The same is likely to be true of end-of-life issues. Talk of "death panels" is the parody of the debate — hyperbolic and self-defeating. But a discussion about the prospect of rationing in a public health system is not only permissible but unavoidable. Every nation that has promised comprehensive, low-cost health coverage for all citizens has faced a similar dilemma. Eventually it is not enough to increase public spending or to reduce waste. More direct forms of cost control become an overwhelming priority. And because health expenditures are weighted toward the end of life, the rationing of health care often concerns older people most directly.

Keith Hennessey, former director of the National Economic Council, puts the dilemma simply: "Resources are constrained, and so someone has to make the cost-benefit decision, either by creating a rule or making decisions on a case-by-case basis. Many of those decisions are now made by insurers and employers. The House and Senate bills would move some of those decisions into the government. Changing the locus of the decision does not relax the resource constraint.
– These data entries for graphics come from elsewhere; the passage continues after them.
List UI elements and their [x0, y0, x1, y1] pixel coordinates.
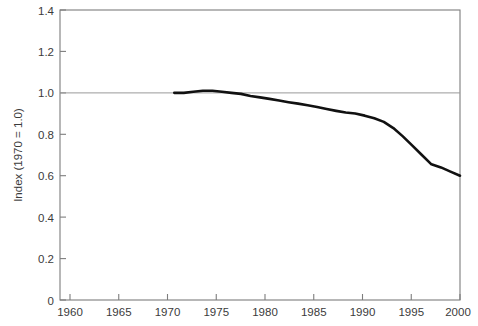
y-tick-label-0.6: 0.6 — [38, 170, 54, 182]
y-tick-label-0.8: 0.8 — [38, 129, 54, 141]
plot-frame — [60, 10, 460, 300]
series-line-index — [174, 91, 460, 176]
y-axis-title: Index (1970 = 1.0) — [12, 108, 24, 202]
x-tick-label-1960: 1960 — [57, 306, 83, 318]
x-tick-label-1995: 1995 — [398, 306, 424, 318]
y-axis-ticks — [60, 10, 66, 300]
x-tick-label-1990: 1990 — [350, 306, 376, 318]
x-tick-label-1975: 1975 — [203, 306, 229, 318]
line-chart: 1.4 1.2 1.0 0.8 0.6 0.4 0.2 0 1960 1965 … — [0, 0, 478, 326]
y-axis-tick-labels: 1.4 1.2 1.0 0.8 0.6 0.4 0.2 0 — [38, 5, 55, 307]
y-tick-label-0: 0 — [48, 295, 54, 307]
x-tick-label-1985: 1985 — [301, 306, 327, 318]
x-axis-tick-labels: 1960 1965 1970 1975 1980 1985 1990 1995 … — [57, 306, 471, 318]
chart-figure: 1.4 1.2 1.0 0.8 0.6 0.4 0.2 0 1960 1965 … — [0, 0, 478, 326]
y-tick-label-1.2: 1.2 — [38, 46, 54, 58]
y-tick-label-0.4: 0.4 — [38, 212, 55, 224]
y-tick-label-0.2: 0.2 — [38, 253, 54, 265]
x-tick-label-2000: 2000 — [445, 306, 471, 318]
x-tick-label-1980: 1980 — [252, 306, 278, 318]
x-tick-label-1965: 1965 — [106, 306, 132, 318]
y-tick-label-1.4: 1.4 — [38, 5, 55, 17]
x-axis-ticks — [70, 294, 460, 300]
y-tick-label-1.0: 1.0 — [38, 87, 54, 99]
plot-border — [60, 10, 460, 300]
x-tick-label-1970: 1970 — [155, 306, 181, 318]
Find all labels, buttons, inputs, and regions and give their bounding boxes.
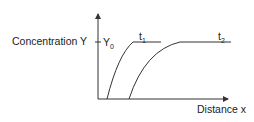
t2-label: t2	[218, 30, 225, 44]
curve-t1	[107, 42, 161, 99]
x-axis-label: Distance x	[197, 103, 246, 115]
curve-t2	[129, 42, 231, 99]
t1-label: t1	[139, 30, 146, 44]
y-axis-label: Concentration Y	[12, 35, 87, 47]
y0-label: Y0	[103, 36, 114, 50]
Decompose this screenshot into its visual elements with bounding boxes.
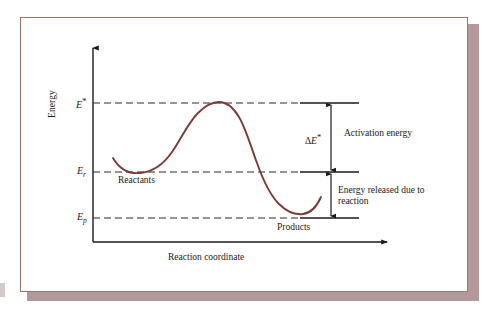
level-label-activated: E* (76, 96, 87, 111)
reactants-label: Reactants (118, 175, 155, 186)
level-label-reactant-subscript: r (83, 170, 86, 179)
activation-energy-label: Activation energy (341, 128, 415, 139)
level-label-reactant: Er (77, 165, 86, 179)
x-axis-label: Reaction coordinate (168, 252, 244, 263)
level-label-product: Ep (77, 211, 87, 225)
delta-e-superscript: * (317, 132, 321, 142)
products-label: Products (277, 222, 310, 233)
level-label-activated-superscript: * (82, 96, 87, 106)
energy-released-label: Energy released due to reaction (338, 185, 430, 206)
delta-e-star-label: ΔE* (305, 133, 321, 147)
figure-page: Energy E* Er Ep Reactants Products ΔE* A… (0, 0, 486, 324)
y-axis-label: Energy (47, 90, 58, 118)
figure-frame (20, 17, 468, 292)
level-label-product-subscript: p (83, 216, 87, 225)
page-edge-artifact (0, 283, 5, 297)
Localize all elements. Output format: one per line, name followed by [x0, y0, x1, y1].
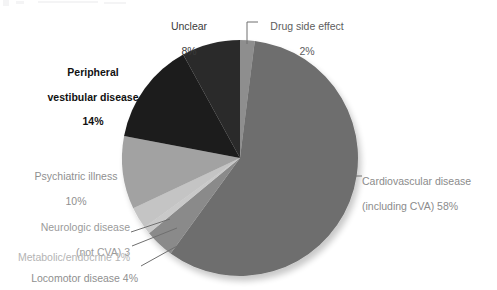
- slice-label-locomotor-disease: Locomotor disease 4%: [10, 260, 138, 290]
- slice-label-cardiovascular-disease: Cardiovascular disease (including CVA) 5…: [362, 163, 497, 224]
- pie-chart: Unclear 8% Drug side effect 2% Periphera…: [0, 0, 497, 290]
- slice-label-drug-side-effect-name: Drug side effect: [253, 20, 361, 32]
- slice-label-peripheral-value: 14%: [30, 115, 156, 127]
- slice-label-cardio-line1: Cardiovascular disease: [362, 175, 497, 187]
- slice-label-cardio-line2: (including CVA) 58%: [362, 200, 497, 212]
- slice-label-unclear-name: Unclear: [146, 20, 232, 32]
- slice-label-locomotor-text: Locomotor disease 4%: [10, 272, 138, 284]
- pie-slice-group: [122, 40, 358, 276]
- slice-label-peripheral-vestibular-disease: Peripheral vestibular disease 14%: [30, 54, 156, 139]
- slice-label-unclear-value: 8%: [146, 45, 232, 57]
- slice-label-unclear: Unclear 8%: [146, 8, 232, 69]
- slice-label-psychiatric-name: Psychiatric illness: [12, 170, 140, 182]
- slice-label-drug-side-effect: Drug side effect 2%: [253, 8, 361, 69]
- slice-label-drug-side-effect-value: 2%: [253, 45, 361, 57]
- slice-label-peripheral-line1: Peripheral: [30, 66, 156, 78]
- slice-label-neurologic-line1: Neurologic disease: [8, 221, 130, 233]
- slice-label-peripheral-line2: vestibular disease: [30, 91, 156, 103]
- slice-label-psychiatric-value: 10%: [12, 195, 140, 207]
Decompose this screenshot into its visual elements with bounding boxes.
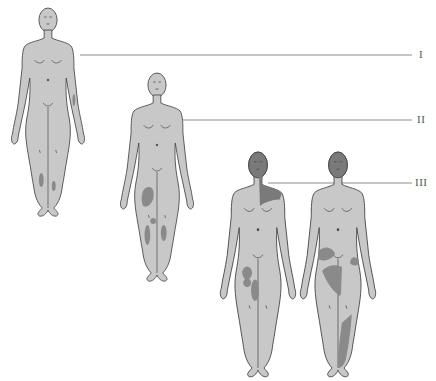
lesion-head bbox=[249, 152, 268, 178]
lesion bbox=[243, 278, 251, 287]
figure-stage-3b bbox=[300, 152, 375, 377]
lesion bbox=[145, 225, 151, 245]
lesion bbox=[39, 173, 44, 187]
stage-label-1: I bbox=[419, 48, 423, 60]
stage-label-3: III bbox=[415, 176, 428, 188]
figure-stage-1 bbox=[11, 8, 84, 216]
lesion-head bbox=[329, 152, 348, 178]
stage-label-2: II bbox=[417, 113, 425, 125]
lesion bbox=[52, 181, 56, 191]
lesion bbox=[242, 266, 252, 279]
lesion bbox=[150, 218, 156, 224]
lesion bbox=[72, 94, 75, 106]
lesion bbox=[251, 279, 259, 301]
lesion bbox=[161, 225, 167, 241]
stage-diagram bbox=[0, 0, 436, 381]
figure-stage-2 bbox=[120, 73, 193, 281]
figure-stage-3a bbox=[220, 152, 295, 377]
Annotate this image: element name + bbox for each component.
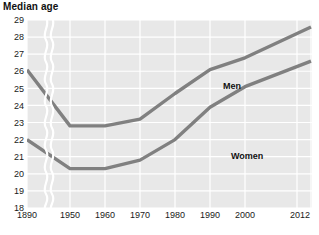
- y-tick-24: 24: [2, 102, 24, 111]
- y-tick-27: 27: [2, 50, 24, 59]
- y-tick-26: 26: [2, 67, 24, 76]
- series-label-women: Women: [231, 151, 263, 161]
- y-tick-21: 21: [2, 153, 24, 162]
- x-tick-1980: 1980: [165, 210, 185, 220]
- x-tick-1990: 1990: [200, 210, 220, 220]
- y-tick-23: 23: [2, 119, 24, 128]
- x-tick-2012: 2012: [290, 210, 310, 220]
- y-tick-28: 28: [2, 33, 24, 42]
- x-tick-2000: 2000: [235, 210, 255, 220]
- axis-break-squiggle: [45, 20, 54, 208]
- x-axis-labels: 1890 1950 1960 1970 1980 1990 2000 2012: [0, 210, 319, 226]
- y-axis-labels: 29 28 27 26 25 24 23 22 21 20 19 18: [0, 20, 24, 208]
- x-tick-1950: 1950: [60, 210, 80, 220]
- series-label-men: Men: [223, 81, 241, 91]
- plot-canvas: [27, 20, 312, 208]
- y-tick-19: 19: [2, 187, 24, 196]
- plot-area: Men Women: [27, 20, 312, 208]
- x-tick-1970: 1970: [130, 210, 150, 220]
- x-tick-1890: 1890: [17, 210, 37, 220]
- x-tick-1960: 1960: [95, 210, 115, 220]
- y-tick-29: 29: [2, 16, 24, 25]
- page-title: Median age: [3, 1, 58, 12]
- y-tick-25: 25: [2, 85, 24, 94]
- median-age-chart: Median age: [0, 0, 319, 235]
- y-tick-22: 22: [2, 136, 24, 145]
- y-tick-20: 20: [2, 170, 24, 179]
It just changes who has power and control."

So he admits it.  It would be nice at this point to talk about the effectiveness or the fairness of the current program of rationing.  But no.  

Because no one likes to ration directly, nations such as Britain and Germany employ "comparative effectiveness research" to lend an air of science to the process of cost constraint. Are "quality-adjusted life years" worth the public expense of a new drug or technology?

This type of question is unavoidable when resources are scarce and planners take charge. They seek to rationalize the inefficient medical decisions of families, doctors and insurance companies. But the very process of imposing a rational structure gives government extraordinary power. And the approach taken by planners is, by necessity, utilitarian — considering the greatest good for the greatest number. Decisions cannot be made on a human scale.

On the rough ethical edges of life and death, American health care has adopted messy, inefficient, decentralized compromises that a nationalized system is likely to overturn. Particularly if that system is imposed on a "go-it-alone" Democratic strategy, the divisiveness is only beginning.

The weird thing about this argument is that the insurance company is now the victim–not the perpetrator–of rationing.  On the current system, they're the ones who decide who gets covered and who doesn't.  The basis of their choice is a very simple and efficient one: (1) who is not sick; (2) who can pay.  The very idea of alternative system, one which bases decisions on care on some kind of principle (and no for Pete's sake it doesn't have to be by necessity "utilitarian") to Gerson raises the specter of Soylent Green.  It's people folks, it's PEOPLE.

4 thoughts on “Rationing”

  1. So it doesn’t have to be Utilitarianism, but the problem with viewing it as another arbitrary system of rationing is that the argument ignores that these are people and human lives we’re discussing?  I can certainly understand the emotion, but I wonder if one can (or even should) rely on emotional appeal without first defining what this alternative principle would be.

  2. Right now there is a morally arbitrary form of rationing.  Gerson seems to conflate being “rational” with soylent-green utilitarianism.  There are lots of non-arbitrary ways of allocating scarce or limited resources other than utilitarianism (and lots of more kinds of utilitarianism).

  3. Rationing health care is OK as long as the market decides who gets to live and die.